Our resident Hot Girl (Suzee Slater) shags the Jock (John Terlesky) in one of the many beds in this mall. She demands the Jock buy her cigarettes, a brand called Virgin Lights, before they can continue their adult cuddles in a scene reminiscent of Lynda’s “Get me a beer” moment from Halloween. Hot Girl says, “When I’m happy, everyone’s happy.” I like her energy. I almost reached for one of the two emergency cigarettes I keep in a drawer behind several bottles of essential oils. Jock goes to fetch her cigarettes from a glorious invention called a “cigarette machine” that I vaguely recall from my youth.
His death is an exciting moment of equal-opportunity exploitation because he is killed in the semi-nude which makes the film feel less overtly problematic through a 2021 telescope. I was recently talking to a friend who said he didn’t like horror movies because he couldn’t stand seeing women being chased. This problem did not occur to me as I’ve spent my entire life pretending I’m Jamie Lee Curtis or Neve Campbell in the final chase scene (a bold assertion when we all know I’d be the first kill).
Hot Girl goes to find her Jock and her cigarettes. She happens upon the CLEARLY DEAD Jock, and yet she tries to shake him awake, telling him how she doesn’t, “need his shit.” I really admire her self-respect. If the man I had just banged in a mall was lying dead on the ground I would gently stroke his shoulder and whisper, “I’m so sorry to disturb you, but was it something I did?”
These teens go to the MOST BORING STORES. Furniture store, department store, paint store. Scoff! Where are the video and comic book stores? The Lost Boys may not be the greatest movie ever, but its seaside amusements and boardwalk are outfitted with an amazing comic book and video store I could absolutely spend the rest of my life inside. When presented with danger, Our Dumb Kids band together. Their survival is not politicized. In horror movies there is often clique-branching: jocks and nerds, stoners and cheerleaders, blondes and brunettes (absolutely no redheads allowed). Maybe this is my quarantine year (and then some) talking, but the camaraderie was refreshing.
Final thoughts: I was so happy this movie stayed horror. I was nervous robots would lead us down a murky hallway towards science fiction. The nudity is minor. In fact our Final Girl spends most of the film in a pink sweater vest I might have searched unsuccessfully for on eBay.

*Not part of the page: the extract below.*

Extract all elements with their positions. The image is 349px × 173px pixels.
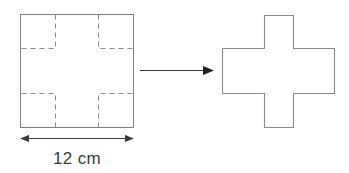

I do wish they found weapons more tailored to the mall experience. These kids procure guns, flares, and medium-sized cans of gasoline. If I was trapped in my childhood mall I would be too busy stealing all the clothes from Abercrombie and Fitch to search for weapons (I’m not proud of this confession). When the Killbots inevitably arrived to do murders I would have no other weapons available to me besides the Abercrombie cologne which still haunts my dreams and nasal passages. I would douse myself in cologne then seduce the Killbots into letting me join them as a “fashionable” Renfield.
Alas, that is not how the film ends. Instead, Allison (Kelly Maroney) lures the final Killbot into a paint store and throws a flare, blowing him to robot bits. Moment of silence for Killbots.